When cycling was the “kind of thing a man must do to be taken seriously”
An otherwise positive article in today’s Telegraph neatly illustrates how much has been forgotten about the important role the bicycle played in the 19th Century. William Langley’s article about MAMILs on carbon composite bicycles, and cycling becoming the “most fashionable activity in Britain”, features the cliché that cycling has always been “poor man’s transport”. He writes:
“Although cycling has had its useful times, and even times in vogue, it has never really made the big leap to become one of life’s essential obligations – the kind of thing a man must do to be taken seriously….In Britain, cycling has long been sniffed at as the forced option of the working class, rank with images of flat-capped factory hands and straw-chewing codgers weaving down farm tracks.”
Mr Langley – like most people, of course – doesn’t appear to know about the time, in the 1880s and 1890s, when cycling was the talk of High Society; when aristocrats competed with each other to be seen on the very latest self-propelled machines (usually tricycles); and when bicycles were the red Ferrari’s of their day (fast, dangerous, expensive and the playthings of the leisured rich).
In Langley’s piece Rapha’s Simon Mottram says:
“There’s a new social demographic of people with education and money who have a clear idea of the kind of lifestyle they want for themselves. They see it in terms of personal development, health and happiness.”
People with education, money and an interest in health and happiness were big into cycling in the late Victorian period. They might have driven off – like a departing gang of Mr Toad’s – when the motorcar came along but, for some years, cycling was very much an activity that was the “kind of thing a man must do to be taken seriously.”
Ownership of a tricycle, for instance, required not just the outlay of a serious amount of money for the machine itself but also somewhere to keep it: a stable or outhouse. The Tricyclist magazine suggested the creation of “town stables for tricycles” so that high society gents riding to their exclusive London clubs could leave their bulky and expensive vehicles in a safe place. The magazine said such storage need only cost two or three pounds a year (a large sum, of course) and would lead to the employment of “handy lads to clean and look after the machines.”
Tricycling was done by “Princes, Princesses, Dukes, Earls etc”, wrote a tricyclist in a circular to members of the Bicycle Touring Club in 1882 (the name was changed to Cyclists’ Touring Club in order to include tricycle riders).
Aristocrats who wished to take up a sport in the 1880s purchased how-to guides penned by peers. The Badminton Library of Sports and Pastimes was founded in 1885 by Henry Somerset, 8th Duke of Beaufort, owner of Badminton House, a stately pile in Gloucestershire. The first book in the series – on hunting, naturally – was authored by the Duke and a number of his aristocratic friends. Two tomes on fishing followed. A horsey title was published in 1886 and, in the same year, there came two books on shooting. Books on boating and cricket didn’t appear until 1888 but had been preceded by a joint book on Athletics and Football in 1887. Prior to this, and showing how important cycling was at the time, the Badminton Library’s book on Cycling was published early in 1887.
This socialite’s guide to the new form of locomotion was written by William Coutts Keppel, Lord Bury, the later Earl of Albemarle. (Keppel’s great-great-grand-daughter is Camilla, Duchess of Cornwall, who could be Queen Consort of Great Britain one day).
In America, members of the Michaux Club of New York, named after the French bicycle innovator of the 1860s, were some of New York’s “best people”, as Mumsey Magazine put it. Rich socialites, such as the Rockefeller’s and the Roosevelt’s, were members of this club (they rode Safety bicycles, not tricycles).
British Prime Minister William Gladstone recognised cycling as a wonder of the age. In 1892, he wrote:
“I can only emphasise the fact that I consider that, physically, morally and socially, the benefits of cycling confers on the men of the present day are almost unbounded.”
The benefits of cycling are just as valid today as back then. (And for women, too.)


## Problem requirements:
Set every line of the data down again exactly, and keep the pictures out.

━━━━━━

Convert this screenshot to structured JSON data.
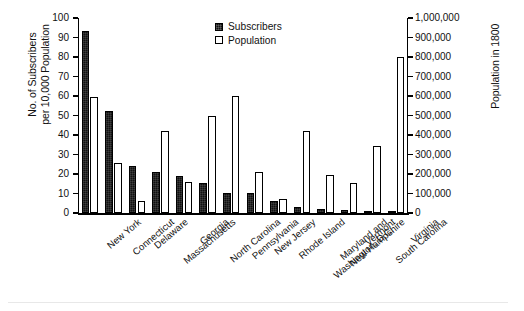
{
  "chart_data": {
    "type": "bar",
    "title": "",
    "subtitle": "",
    "xlabel": "",
    "ylabel": "No. of Subscribers\nper 10,000 Population",
    "y2label": "Population in 1800",
    "grid": false,
    "legend_position": "top-center",
    "ylim": [
      0,
      100
    ],
    "y2lim": [
      0,
      1000000
    ],
    "yticks": [
      0,
      10,
      20,
      30,
      40,
      50,
      60,
      70,
      80,
      90,
      100
    ],
    "ytick_labels": [
      "0",
      "10",
      "20",
      "30",
      "40",
      "50",
      "60",
      "70",
      "80",
      "90",
      "100"
    ],
    "y2ticks": [
      0,
      100000,
      200000,
      300000,
      400000,
      500000,
      600000,
      700000,
      800000,
      900000,
      1000000
    ],
    "y2tick_labels": [
      "0",
      "100,000",
      "200,000",
      "300,000",
      "400,000",
      "500,000",
      "600,000",
      "700,000",
      "800,000",
      "900,000",
      "1,000,000"
    ],
    "categories": [
      "New York",
      "Connecticut",
      "Delaware",
      "Massachusetts",
      "Georgia",
      "North Carolina",
      "Pennsylvania",
      "New Jersey",
      "Rhode Island",
      "Maryland and\nWashington, D.C.",
      "New Hampshire",
      "Vermont",
      "South Carolina",
      "Virginia"
    ],
    "series": [
      {
        "name": "Subscribers",
        "axis": "left",
        "unit": "subscribers per 10,000 population",
        "color": "#111111",
        "fill": "solid-black",
        "values": [
          93.5,
          52.5,
          24.2,
          21.0,
          19.0,
          15.2,
          10.3,
          10.3,
          6.0,
          3.2,
          2.0,
          1.6,
          1.1,
          0.8
        ]
      },
      {
        "name": "Population",
        "axis": "right",
        "unit": "persons in 1800",
        "color": "#ffffff",
        "fill": "white-outline",
        "values": [
          595000,
          255000,
          62000,
          422000,
          160000,
          495000,
          600000,
          211000,
          70000,
          420000,
          193000,
          155000,
          345000,
          800000
        ],
        "values_on_left_scale": [
          59.5,
          25.5,
          6.2,
          42.2,
          16.0,
          49.5,
          60.0,
          21.1,
          7.0,
          42.0,
          19.3,
          15.5,
          34.5,
          80.0
        ]
      }
    ]
  },
  "legend": {
    "items": [
      {
        "label": "Subscribers",
        "style": "filled"
      },
      {
        "label": "Population",
        "style": "outline"
      }
    ]
  }
}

━━━━━━

## Worked solution:
Convert this screenshot to structured JSON data.
{
  "chart_data": {
    "type": "bar",
    "title": "",
    "subtitle": "",
    "xlabel": "",
    "ylabel": "No. of Subscribers\nper 10,000 Population",
    "y2label": "Population in 1800",
    "grid": false,
    "legend_position": "top-center",
    "ylim": [
      0,
      100
    ],
    "y2lim": [
      0,
      1000000
    ],
    "yticks": [
      0,
      10,
      20,
      30,
      40,
      50,
      60,
      70,
      80,
      90,
      100
    ],
    "ytick_labels": [
      "0",
      "10",
      "20",
      "30",
      "40",
      "50",
      "60",
      "70",
      "80",
      "90",
      "100"
    ],
    "y2ticks": [
      0,
      100000,
      200000,
      300000,
      400000,
      500000,
      600000,
      700000,
      800000,
      900000,
      1000000
    ],
    "y2tick_labels": [
      "0",
      "100,000",
      "200,000",
      "300,000",
      "400,000",
      "500,000",
      "600,000",
      "700,000",
      "800,000",
      "900,000",
      "1,000,000"
    ],
    "categories": [
      "New York",
      "Connecticut",
      "Delaware",
      "Massachusetts",
      "Georgia",
      "North Carolina",
      "Pennsylvania",
      "New Jersey",
      "Rhode Island",
      "Maryland and\nWashington, D.C.",
      "New Hampshire",
      "Vermont",
      "South Carolina",
      "Virginia"
    ],
    "series": [
      {
        "name": "Subscribers",
        "axis": "left",
        "unit": "subscribers per 10,000 population",
        "color": "#111111",
        "fill": "solid-black",
        "values": [
          93.5,
          52.5,
          24.2,
          21.0,
          19.0,
          15.2,
          10.3,
          10.3,
          6.0,
          3.2,
          2.0,
          1.6,
          1.1,
          0.8
        ]
      },
      {
        "name": "Population",
        "axis": "right",
        "unit": "persons in 1800",
        "color": "#ffffff",
        "fill": "white-outline",
        "values": [
          595000,
          255000,
          62000,
          422000,
          160000,
          495000,
          600000,
          211000,
          70000,
          420000,
          193000,
          155000,
          345000,
          800000
        ],
        "values_on_left_scale": [
          59.5,
          25.5,
          6.2,
          42.2,
          16.0,
          49.5,
          60.0,
          21.1,
          7.0,
          42.0,
          19.3,
          15.5,
          34.5,
          80.0
        ]
      }
    ]
  },
  "legend": {
    "items": [
      {
        "label": "Subscribers",
        "style": "filled"
      },
      {
        "label": "Population",
        "style": "outline"
      }
    ]
  }
}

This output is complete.